All lines from the line containing "Locate an element on the screen. Image" up to and including the last line of the entries must be written out exactly, with no others.

*** Extracted records Section Begins ***

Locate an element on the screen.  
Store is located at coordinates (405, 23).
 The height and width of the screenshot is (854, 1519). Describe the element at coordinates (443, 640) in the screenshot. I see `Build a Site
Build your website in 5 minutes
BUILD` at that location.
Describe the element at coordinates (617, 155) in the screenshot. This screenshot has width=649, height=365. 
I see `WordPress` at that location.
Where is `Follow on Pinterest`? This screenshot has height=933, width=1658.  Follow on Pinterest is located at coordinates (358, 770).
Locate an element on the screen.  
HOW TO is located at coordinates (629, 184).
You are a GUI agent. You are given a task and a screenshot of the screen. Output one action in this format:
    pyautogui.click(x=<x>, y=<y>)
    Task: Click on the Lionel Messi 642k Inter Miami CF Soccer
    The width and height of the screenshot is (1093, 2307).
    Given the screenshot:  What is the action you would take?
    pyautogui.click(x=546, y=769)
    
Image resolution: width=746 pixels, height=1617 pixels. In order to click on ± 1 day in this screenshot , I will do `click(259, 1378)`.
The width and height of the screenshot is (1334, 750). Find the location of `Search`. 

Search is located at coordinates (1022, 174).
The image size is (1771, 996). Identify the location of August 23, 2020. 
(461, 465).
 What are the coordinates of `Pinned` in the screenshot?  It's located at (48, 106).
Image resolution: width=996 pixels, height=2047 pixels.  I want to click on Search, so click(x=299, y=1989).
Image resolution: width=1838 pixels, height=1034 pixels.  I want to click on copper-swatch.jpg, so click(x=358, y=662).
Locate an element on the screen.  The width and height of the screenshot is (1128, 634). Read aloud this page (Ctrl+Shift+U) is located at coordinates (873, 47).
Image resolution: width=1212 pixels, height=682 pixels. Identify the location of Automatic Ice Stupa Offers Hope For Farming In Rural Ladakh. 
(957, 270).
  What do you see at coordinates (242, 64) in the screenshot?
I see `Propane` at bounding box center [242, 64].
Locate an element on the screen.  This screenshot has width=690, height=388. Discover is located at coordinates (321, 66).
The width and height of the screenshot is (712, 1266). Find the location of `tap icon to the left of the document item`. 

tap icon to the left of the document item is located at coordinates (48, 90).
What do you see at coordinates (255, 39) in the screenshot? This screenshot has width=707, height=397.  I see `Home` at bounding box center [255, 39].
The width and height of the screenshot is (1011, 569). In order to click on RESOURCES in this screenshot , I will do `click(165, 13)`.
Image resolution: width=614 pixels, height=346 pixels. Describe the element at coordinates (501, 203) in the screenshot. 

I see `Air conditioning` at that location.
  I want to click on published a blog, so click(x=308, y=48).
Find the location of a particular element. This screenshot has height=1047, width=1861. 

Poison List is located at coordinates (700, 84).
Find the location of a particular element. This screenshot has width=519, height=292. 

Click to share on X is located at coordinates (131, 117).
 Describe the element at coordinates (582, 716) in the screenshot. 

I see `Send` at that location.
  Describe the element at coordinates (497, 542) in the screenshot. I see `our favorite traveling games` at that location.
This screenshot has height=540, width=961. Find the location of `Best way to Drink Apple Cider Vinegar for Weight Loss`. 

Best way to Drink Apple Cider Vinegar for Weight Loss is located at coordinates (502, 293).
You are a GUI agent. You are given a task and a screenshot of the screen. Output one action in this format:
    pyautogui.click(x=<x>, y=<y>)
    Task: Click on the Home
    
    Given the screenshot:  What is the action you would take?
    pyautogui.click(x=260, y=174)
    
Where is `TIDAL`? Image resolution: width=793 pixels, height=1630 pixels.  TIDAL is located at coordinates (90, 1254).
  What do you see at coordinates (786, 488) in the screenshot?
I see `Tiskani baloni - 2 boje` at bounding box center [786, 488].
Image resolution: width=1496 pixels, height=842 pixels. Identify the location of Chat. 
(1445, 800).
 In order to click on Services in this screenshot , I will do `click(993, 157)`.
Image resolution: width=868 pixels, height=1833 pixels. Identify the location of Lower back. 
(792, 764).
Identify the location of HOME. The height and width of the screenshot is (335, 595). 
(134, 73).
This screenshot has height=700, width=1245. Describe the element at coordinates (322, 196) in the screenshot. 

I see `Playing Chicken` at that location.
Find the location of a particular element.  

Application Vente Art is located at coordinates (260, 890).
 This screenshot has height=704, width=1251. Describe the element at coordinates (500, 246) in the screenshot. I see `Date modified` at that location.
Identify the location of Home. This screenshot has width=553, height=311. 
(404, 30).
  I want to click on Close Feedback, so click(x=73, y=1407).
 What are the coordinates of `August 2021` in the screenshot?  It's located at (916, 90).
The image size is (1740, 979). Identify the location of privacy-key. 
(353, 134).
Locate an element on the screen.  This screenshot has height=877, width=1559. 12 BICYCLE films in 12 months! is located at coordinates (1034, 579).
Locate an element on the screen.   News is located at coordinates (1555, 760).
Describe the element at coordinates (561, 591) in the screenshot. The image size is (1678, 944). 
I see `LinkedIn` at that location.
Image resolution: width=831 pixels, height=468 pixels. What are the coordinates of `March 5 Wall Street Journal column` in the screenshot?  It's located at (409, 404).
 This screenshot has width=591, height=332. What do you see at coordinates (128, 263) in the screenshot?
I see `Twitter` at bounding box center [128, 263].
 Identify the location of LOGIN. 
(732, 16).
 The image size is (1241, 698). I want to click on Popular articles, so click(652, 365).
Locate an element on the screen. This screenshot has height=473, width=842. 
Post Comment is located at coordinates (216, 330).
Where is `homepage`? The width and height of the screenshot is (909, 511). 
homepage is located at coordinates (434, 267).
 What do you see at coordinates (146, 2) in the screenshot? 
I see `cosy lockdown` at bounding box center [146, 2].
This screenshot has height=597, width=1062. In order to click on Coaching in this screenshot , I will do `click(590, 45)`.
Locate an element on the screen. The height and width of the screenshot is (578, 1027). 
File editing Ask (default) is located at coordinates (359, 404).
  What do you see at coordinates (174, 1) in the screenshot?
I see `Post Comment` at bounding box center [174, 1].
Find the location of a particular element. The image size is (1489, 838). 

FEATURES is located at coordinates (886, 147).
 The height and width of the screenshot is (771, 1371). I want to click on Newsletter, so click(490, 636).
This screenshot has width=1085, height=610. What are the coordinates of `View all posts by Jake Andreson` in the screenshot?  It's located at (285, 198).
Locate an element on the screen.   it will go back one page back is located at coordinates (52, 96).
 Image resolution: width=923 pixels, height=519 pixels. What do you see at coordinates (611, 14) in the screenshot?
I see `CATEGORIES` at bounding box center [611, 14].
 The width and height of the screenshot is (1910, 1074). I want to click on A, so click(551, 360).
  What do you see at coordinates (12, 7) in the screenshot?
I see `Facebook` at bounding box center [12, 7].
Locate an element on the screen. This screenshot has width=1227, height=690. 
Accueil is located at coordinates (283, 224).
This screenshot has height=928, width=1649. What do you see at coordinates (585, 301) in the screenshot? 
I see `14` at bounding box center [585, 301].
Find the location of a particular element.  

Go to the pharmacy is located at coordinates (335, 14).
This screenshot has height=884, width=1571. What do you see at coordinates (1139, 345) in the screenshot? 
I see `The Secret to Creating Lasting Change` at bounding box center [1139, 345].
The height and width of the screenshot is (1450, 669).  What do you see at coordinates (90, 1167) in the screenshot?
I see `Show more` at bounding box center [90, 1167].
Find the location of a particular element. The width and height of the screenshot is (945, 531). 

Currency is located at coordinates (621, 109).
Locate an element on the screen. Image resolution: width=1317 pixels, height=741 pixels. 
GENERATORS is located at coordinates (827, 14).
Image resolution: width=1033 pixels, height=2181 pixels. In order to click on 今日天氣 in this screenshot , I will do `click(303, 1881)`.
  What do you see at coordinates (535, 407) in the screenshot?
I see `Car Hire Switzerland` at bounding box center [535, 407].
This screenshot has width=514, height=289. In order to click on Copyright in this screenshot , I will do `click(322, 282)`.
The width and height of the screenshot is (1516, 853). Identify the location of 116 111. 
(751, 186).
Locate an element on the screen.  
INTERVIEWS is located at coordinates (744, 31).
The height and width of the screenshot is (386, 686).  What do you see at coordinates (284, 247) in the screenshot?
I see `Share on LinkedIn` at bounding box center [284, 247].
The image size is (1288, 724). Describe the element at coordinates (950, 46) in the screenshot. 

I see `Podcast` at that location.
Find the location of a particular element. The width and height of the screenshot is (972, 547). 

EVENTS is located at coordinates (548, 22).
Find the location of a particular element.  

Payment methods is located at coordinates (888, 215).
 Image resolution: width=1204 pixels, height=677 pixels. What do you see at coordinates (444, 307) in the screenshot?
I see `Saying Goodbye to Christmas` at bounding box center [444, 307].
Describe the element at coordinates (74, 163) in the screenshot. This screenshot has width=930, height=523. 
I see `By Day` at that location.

*** Extracted records Section Ends ***

## Reply to the task
Locate an element on the screen. Image resolution: width=1317 pixels, height=741 pixels. 
GENERATORS is located at coordinates (827, 14).
Image resolution: width=1033 pixels, height=2181 pixels. In order to click on 今日天氣 in this screenshot , I will do `click(303, 1881)`.
  What do you see at coordinates (535, 407) in the screenshot?
I see `Car Hire Switzerland` at bounding box center [535, 407].
This screenshot has width=514, height=289. In order to click on Copyright in this screenshot , I will do `click(322, 282)`.
The width and height of the screenshot is (1516, 853). Identify the location of 116 111. 
(751, 186).
Locate an element on the screen.  
INTERVIEWS is located at coordinates (744, 31).
The height and width of the screenshot is (386, 686).  What do you see at coordinates (284, 247) in the screenshot?
I see `Share on LinkedIn` at bounding box center [284, 247].
The image size is (1288, 724). Describe the element at coordinates (950, 46) in the screenshot. 

I see `Podcast` at that location.
Find the location of a particular element. The width and height of the screenshot is (972, 547). 

EVENTS is located at coordinates (548, 22).
Find the location of a particular element.  

Payment methods is located at coordinates (888, 215).
 Image resolution: width=1204 pixels, height=677 pixels. What do you see at coordinates (444, 307) in the screenshot?
I see `Saying Goodbye to Christmas` at bounding box center [444, 307].
Describe the element at coordinates (74, 163) in the screenshot. This screenshot has width=930, height=523. 
I see `By Day` at that location.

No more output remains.